Susie made no answer, but closed the door between their rooms, and she did not go down until dinner was announced.
CHAPTER VII
Among the people who called on Susie from Mr. Price’s Paradise, the county, was Lady Varens, David Varens’s stepmother. Sir Richard and Cyril were admirably suited to one another because the old man was a sportsman by nature and practice. He had had an adventurous youth and “mercifully,” as Cyril said, “forgotten the details.” Then, on his father’s death, he came back to Millshire and managed the estate with the same thoroughness that had brought him success in less peaceful enterprises. He married first a guest of one of his hunting neighbours. She was lying unconscious on a bank, with her horse grazing beside her, when he saw her for the first time; and when he had brought her round and taken her home and called every other day to ask how she was it seemed natural to regard her as his own property. She died when David was nine, and Sir Richard married, two years afterwards, a lady whom he thought to have been unjustly divorced from a drunken old peer who had married her from the schoolroom.
She was good to David and kept her own counsel, so Millshire allowed her to carry on the tradition of Varens hospitality; in fact there was an extra piquancy about her parties owing to the opportunity they gave for a little private skeleton hunting among intimate friends. Towards the following Christmas, while Evangeline was staying with Evan’s sisters, Sir Richard invited Cyril to take a day or two’s hunting with him and stay over the week-end. Lady Varens hoped that Mrs. Fulton would come too, and bring her daughter, to hunt or not, as she liked. Evangeline being away, Teresa was torn from her heart’s delight, the alleys, the rotting garrets and the dingy clubs where she groped all day for the scattered remnant of what seemed to her the lost birthright of the bottom class, their right to the fellowship of common desires and tastes with the people who filled her mother’s drawing-room.
“What is the good of this eternal talk about all men being able to reach any position they are fitted for, if, when you come across the most lovable people in that class, you can hardly bear to sit with them for five minutes because of smells and anxieties and habits that shut them off like a cage that they didn’t make themselves and can’t get out of?” she asked Emma Gainsborough.
“We are trying to get them out,” said Emma.
“I know,” Teresa answered, “but I don’t see how you can unless you kill Mrs. Carpenter.” She and Mrs. Carpenter had perhaps the same end in view when they worked among the dismal crowds that swarmed in the mud and hideousness of the poorer quarters, but to the casual observer it looked as though the “charity ladies,” as Strickland called them, were under the impression that in their promotion of health and virtue they were pressing something new on somebody who had never heard of it, while Teresa hoped to restore a treasure that had been lost by past generations.
Her own experience was showing her that the cage door gives way before devotees who will suffer the violation of everything that makes life sweet to them for the sake of what they hold dearer, and she also learned the freemasonry of hard work; the point where she stuck was the apparent impossibility of ever bridging the gulf between Mrs. Carpenter and Mrs. Potter. How to wean Mrs. Carpenter from the idea that the social order was all right because she was on the bright side of it, and at the same time convince Mrs. Potter that it was not all wrong because she was on the dark one? As one of Emma’s friends pointed out, twenty centuries had passed since the only serious attempt had been made to bring about an understanding between the ancestors of those two irreconcilable ladies. The best spiritual engineering had been carried on ever since along the lines then laid down; communications had been devised and traffic of a sort carried on. But as soon as Mrs. Potter advanced a little and caught sight of Mrs. Carpenter and went for her, bald-headed, and when Mrs. Carpenter sailed along from her end of the bridge and then sat down and sang to Mrs. Potter——. I must stop this allegory or the reader will break down in tears of perplexity and perhaps send the book straight back to the library; unless he has himself lived for a time miserably wedged between the philanthropists and the slums of a city.
To get on with the story. Teresa was, as I have said, torn from her absorbing occupation and compelled to go with her father and mother to be the Varens’ guest at Aldwych Court.
I believe there is no place so comfortable to stay in as an English country house belonging to a good hostess. The luxury of dressing in any part of her room without the penalty of gooseflesh; the deep, scented bath and warm towel three feet square; the rich, dry fluffiness under foot, and the cup of tea afterwards, brought by a maid who seemed to have nothing else to do, banished all visions of Mrs. Potter to such a remote corner of Teresa’s consciousness that when she did remember her again the recollection had no more sting than a bad dream. She ate her dinner, served by willing men and women who performed their duties like priests of Isis, instead of, as dear Strickland did, giving her the uneasy feeling that one course would have been quite enough if ladies were not so greedy. She had observed sometimes to Evangeline that Millport maids treated their mistresses as if they were parrots whose dirty cages had to be cleaned out, and whom it “took up people’s time” to feed.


TASK DIRECTIONS
Go through the material and return every line that contains the string "Payments".

DATASET
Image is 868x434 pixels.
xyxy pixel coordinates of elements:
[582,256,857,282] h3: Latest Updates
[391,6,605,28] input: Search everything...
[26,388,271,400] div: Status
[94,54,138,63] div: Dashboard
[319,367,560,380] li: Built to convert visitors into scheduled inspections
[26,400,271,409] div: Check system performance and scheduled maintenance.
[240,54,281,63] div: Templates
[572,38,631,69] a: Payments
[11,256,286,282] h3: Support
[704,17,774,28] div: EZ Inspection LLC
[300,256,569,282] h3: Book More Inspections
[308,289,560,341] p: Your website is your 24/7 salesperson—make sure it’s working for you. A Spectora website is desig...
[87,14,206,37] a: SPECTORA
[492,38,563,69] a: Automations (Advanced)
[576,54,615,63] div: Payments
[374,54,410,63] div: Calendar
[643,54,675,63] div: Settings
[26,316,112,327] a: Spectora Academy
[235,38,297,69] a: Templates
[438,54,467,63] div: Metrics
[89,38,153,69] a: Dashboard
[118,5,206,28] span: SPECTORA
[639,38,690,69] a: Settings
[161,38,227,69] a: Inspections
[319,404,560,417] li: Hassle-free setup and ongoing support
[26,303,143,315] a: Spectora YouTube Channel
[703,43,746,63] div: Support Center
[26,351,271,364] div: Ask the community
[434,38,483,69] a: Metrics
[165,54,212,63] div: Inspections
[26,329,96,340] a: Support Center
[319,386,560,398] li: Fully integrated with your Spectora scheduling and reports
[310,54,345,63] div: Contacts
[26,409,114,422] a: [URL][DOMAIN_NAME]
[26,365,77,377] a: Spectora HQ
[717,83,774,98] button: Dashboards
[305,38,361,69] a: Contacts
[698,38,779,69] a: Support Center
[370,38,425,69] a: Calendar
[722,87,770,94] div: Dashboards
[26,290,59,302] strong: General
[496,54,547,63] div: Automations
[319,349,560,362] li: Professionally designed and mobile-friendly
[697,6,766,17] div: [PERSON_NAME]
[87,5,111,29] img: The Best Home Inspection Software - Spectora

OUTPUT OF THE EXERCISE
[572,38,631,69] a: Payments
[576,54,615,63] div: Payments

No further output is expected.